Community work
In a time where a new generation is waking up to the needs of its people, the arts cannot exist in a vacuum. My mission in life is to bring to make sure that the art I make and the events I host are in line with the needs of my community, which currently consists of Queer and Working Class Artists in the Greater Boston Area. Here are some of the initiatives I’ve organized or worked on to strengthen these connections.
> Weird Folk Fest is a grassroots community arts organization that centers programming based around community needs and leveling some of the systemic inequalities in arts and performance spaces. Program highlights include an annual event designed to provide resources and paid performance opportunities to unhoused performance artists and an annual Queer Qarnival designed to showcase the work of local LGBTQ artists and performers in a substance-free supportive space.
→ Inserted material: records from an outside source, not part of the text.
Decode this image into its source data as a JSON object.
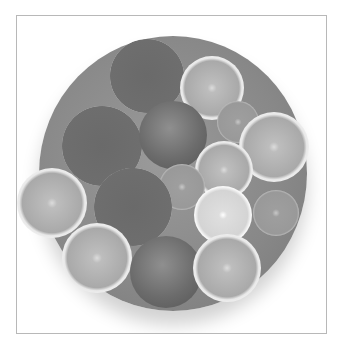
{
  "image": {
    "description": "Grayscale photograph of a round plate holding halved grapefruits, oranges, lemons, limes and whole apples, shown within a thin light-gray bordered frame",
    "frame_border_color": "#b8b8b8",
    "background_color": "#ffffff",
    "items": [
      {
        "type": "grapefruit",
        "x": 93,
        "y": 23,
        "d": 74
      },
      {
        "type": "orange",
        "x": 163,
        "y": 40,
        "d": 64
      },
      {
        "type": "grapefruit",
        "x": 45,
        "y": 90,
        "d": 80
      },
      {
        "type": "apple",
        "x": 122,
        "y": 85,
        "d": 68
      },
      {
        "type": "lime",
        "x": 200,
        "y": 85,
        "d": 42
      },
      {
        "type": "orange",
        "x": 222,
        "y": 96,
        "d": 70
      },
      {
        "type": "orange",
        "x": 178,
        "y": 125,
        "d": 58
      },
      {
        "type": "lime",
        "x": 142,
        "y": 148,
        "d": 46
      },
      {
        "type": "orange",
        "x": 0,
        "y": 152,
        "d": 70
      },
      {
        "type": "grapefruit",
        "x": 77,
        "y": 152,
        "d": 78
      },
      {
        "type": "lemon",
        "x": 177,
        "y": 170,
        "d": 58
      },
      {
        "type": "lime",
        "x": 236,
        "y": 174,
        "d": 46
      },
      {
        "type": "orange",
        "x": 45,
        "y": 207,
        "d": 70
      },
      {
        "type": "apple",
        "x": 113,
        "y": 220,
        "d": 72
      },
      {
        "type": "orange",
        "x": 176,
        "y": 218,
        "d": 68
      }
    ]
  }
}
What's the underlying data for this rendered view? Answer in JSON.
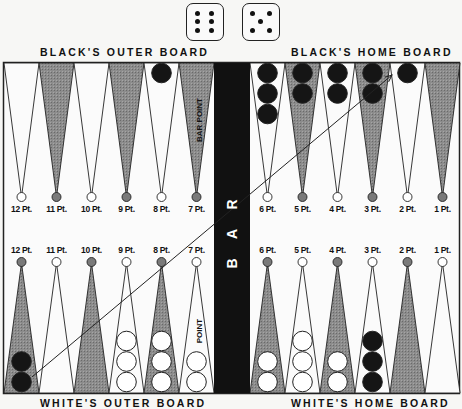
{
  "dice": [
    {
      "value": 6
    },
    {
      "value": 5
    }
  ],
  "labels": {
    "top_left": "BLACK'S OUTER BOARD",
    "top_right": "BLACK'S HOME BOARD",
    "bottom_left": "WHITE'S OUTER BOARD",
    "bottom_right": "WHITE'S HOME BOARD",
    "bar": "B A R",
    "bar_point_top": "BAR POINT",
    "bar_point_bottom": "POINT"
  },
  "top_points": [
    {
      "label": "12 Pt.",
      "color": "white",
      "checkers": 0,
      "checker_color": ""
    },
    {
      "label": "11 Pt.",
      "color": "gray",
      "checkers": 0,
      "checker_color": ""
    },
    {
      "label": "10 Pt.",
      "color": "white",
      "checkers": 0,
      "checker_color": ""
    },
    {
      "label": "9 Pt.",
      "color": "gray",
      "checkers": 0,
      "checker_color": ""
    },
    {
      "label": "8 Pt.",
      "color": "white",
      "checkers": 1,
      "checker_color": "black"
    },
    {
      "label": "7 Pt.",
      "color": "gray",
      "checkers": 0,
      "checker_color": ""
    },
    {
      "label": "6 Pt.",
      "color": "white",
      "checkers": 3,
      "checker_color": "black"
    },
    {
      "label": "5 Pt.",
      "color": "gray",
      "checkers": 2,
      "checker_color": "black"
    },
    {
      "label": "4 Pt.",
      "color": "white",
      "checkers": 2,
      "checker_color": "black"
    },
    {
      "label": "3 Pt.",
      "color": "gray",
      "checkers": 2,
      "checker_color": "black"
    },
    {
      "label": "2 Pt.",
      "color": "white",
      "checkers": 1,
      "checker_color": "black"
    },
    {
      "label": "1 Pt.",
      "color": "gray",
      "checkers": 0,
      "checker_color": ""
    }
  ],
  "bottom_points": [
    {
      "label": "12 Pt.",
      "color": "gray",
      "checkers": 2,
      "checker_color": "black"
    },
    {
      "label": "11 Pt.",
      "color": "white",
      "checkers": 0,
      "checker_color": ""
    },
    {
      "label": "10 Pt.",
      "color": "gray",
      "checkers": 0,
      "checker_color": ""
    },
    {
      "label": "9 Pt.",
      "color": "white",
      "checkers": 3,
      "checker_color": "white"
    },
    {
      "label": "8 Pt.",
      "color": "gray",
      "checkers": 3,
      "checker_color": "white"
    },
    {
      "label": "7 Pt.",
      "color": "white",
      "checkers": 2,
      "checker_color": "white"
    },
    {
      "label": "6 Pt.",
      "color": "gray",
      "checkers": 2,
      "checker_color": "white"
    },
    {
      "label": "5 Pt.",
      "color": "white",
      "checkers": 3,
      "checker_color": "white"
    },
    {
      "label": "4 Pt.",
      "color": "gray",
      "checkers": 2,
      "checker_color": "white"
    },
    {
      "label": "3 Pt.",
      "color": "white",
      "checkers": 3,
      "checker_color": "black"
    },
    {
      "label": "2 Pt.",
      "color": "gray",
      "checkers": 0,
      "checker_color": ""
    },
    {
      "label": "1 Pt.",
      "color": "white",
      "checkers": 0,
      "checker_color": ""
    }
  ],
  "move_arrow": {
    "from": "bottom 12 Pt.",
    "to": "top 2 Pt."
  },
  "colors": {
    "gray_point": "#8a8a8a",
    "bar": "#111111",
    "black_checker": "#151515",
    "frame": "#222222"
  }
}
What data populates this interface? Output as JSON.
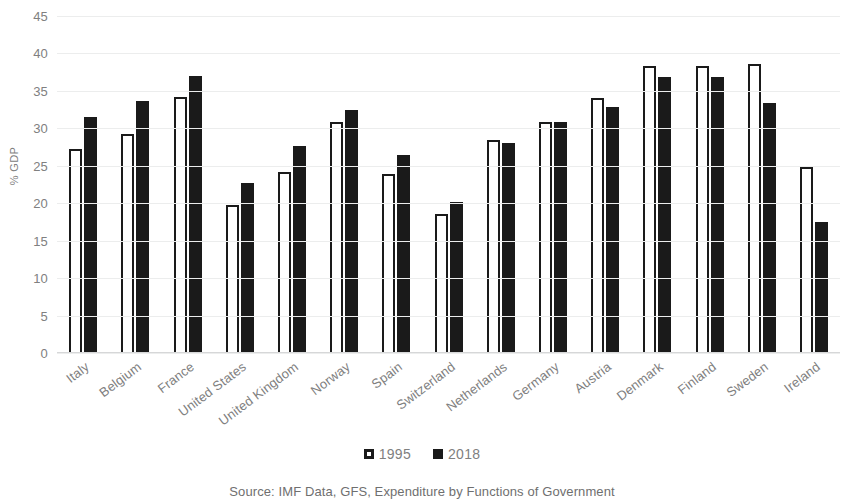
{
  "chart_data": {
    "type": "bar",
    "title": "",
    "xlabel": "",
    "ylabel": "% GDP",
    "ylim": [
      0,
      45
    ],
    "yticks": [
      0,
      5,
      10,
      15,
      20,
      25,
      30,
      35,
      40,
      45
    ],
    "grid": true,
    "legend_position": "bottom",
    "categories": [
      "Italy",
      "Belgium",
      "France",
      "United States",
      "United Kingdom",
      "Norway",
      "Spain",
      "Switzerland",
      "Netherlands",
      "Germany",
      "Austria",
      "Denmark",
      "Finland",
      "Sweden",
      "Ireland"
    ],
    "series": [
      {
        "name": "1995",
        "color": "#ffffff",
        "edge_color": "#1a1a1a",
        "values": [
          27.2,
          29.3,
          34.2,
          19.8,
          24.2,
          30.8,
          23.9,
          18.5,
          28.5,
          30.8,
          34.1,
          38.3,
          38.3,
          38.6,
          24.9
        ]
      },
      {
        "name": "2018",
        "color": "#1a1a1a",
        "edge_color": "#1a1a1a",
        "values": [
          31.5,
          33.7,
          37.0,
          22.7,
          27.6,
          32.5,
          26.5,
          20.1,
          28.0,
          30.8,
          32.8,
          36.9,
          36.9,
          33.4,
          17.5
        ]
      }
    ],
    "source": "Source: IMF Data, GFS, Expenditure by Functions of Government"
  }
}
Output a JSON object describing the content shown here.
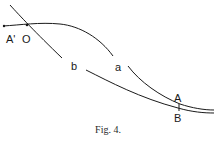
{
  "figure": {
    "caption": "Fig. 4.",
    "labels": {
      "A_prime": "A'",
      "O": "O",
      "a": "a",
      "b": "b",
      "A": "A",
      "B": "B"
    },
    "stroke_color": "#1a1a1a",
    "background": "#ffffff"
  }
}
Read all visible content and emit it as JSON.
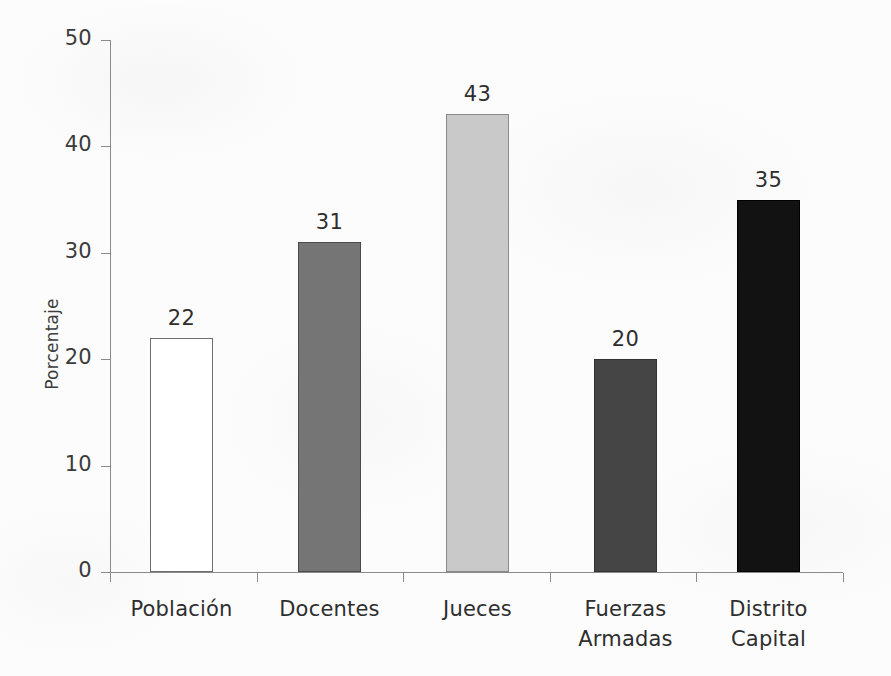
{
  "chart_data": {
    "type": "bar",
    "title": "",
    "subtitle": "",
    "xlabel": "",
    "ylabel": "Porcentaje",
    "categories": [
      "Población",
      "Docentes",
      "Jueces",
      "Fuerzas Armadas",
      "Distrito Capital"
    ],
    "values": [
      22,
      31,
      43,
      20,
      35
    ],
    "data_labels": [
      "22",
      "31",
      "43",
      "20",
      "35"
    ],
    "ylim": [
      0,
      50
    ],
    "ytick_labels": [
      "0",
      "10",
      "20",
      "30",
      "40",
      "50"
    ],
    "ytick_values": [
      0,
      10,
      20,
      30,
      40,
      50
    ],
    "grid": false,
    "legend": "none",
    "bar_colors": [
      "#ffffff",
      "#757575",
      "#c9c9c9",
      "#454545",
      "#121212"
    ],
    "bar_edge_colors": [
      "#6e6e6e",
      "#4a4a4a",
      "#8a8a8a",
      "#333333",
      "#000000"
    ],
    "axis_color": "#8a8a8a",
    "background_color": "#fcfcfc",
    "text_color": "#2e2e2e"
  }
}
>For 4 years, I served as the events coordinator at Make Shift Boston, a performance space that provided affordable event rentals for QTPOC, persons with disabilities, formerly incarcerated persons, and unhoused persons. It was one of the last community art spaces left in rapidly gentrifying Boston and one of even fewer places where community members could host wheelchair accessible, sober events. Unfortunately, Make Shift is closing its doors, but I am so proud to be able to carry on its legacy virtually as the founder of the School of Arts And Social Justice (see below).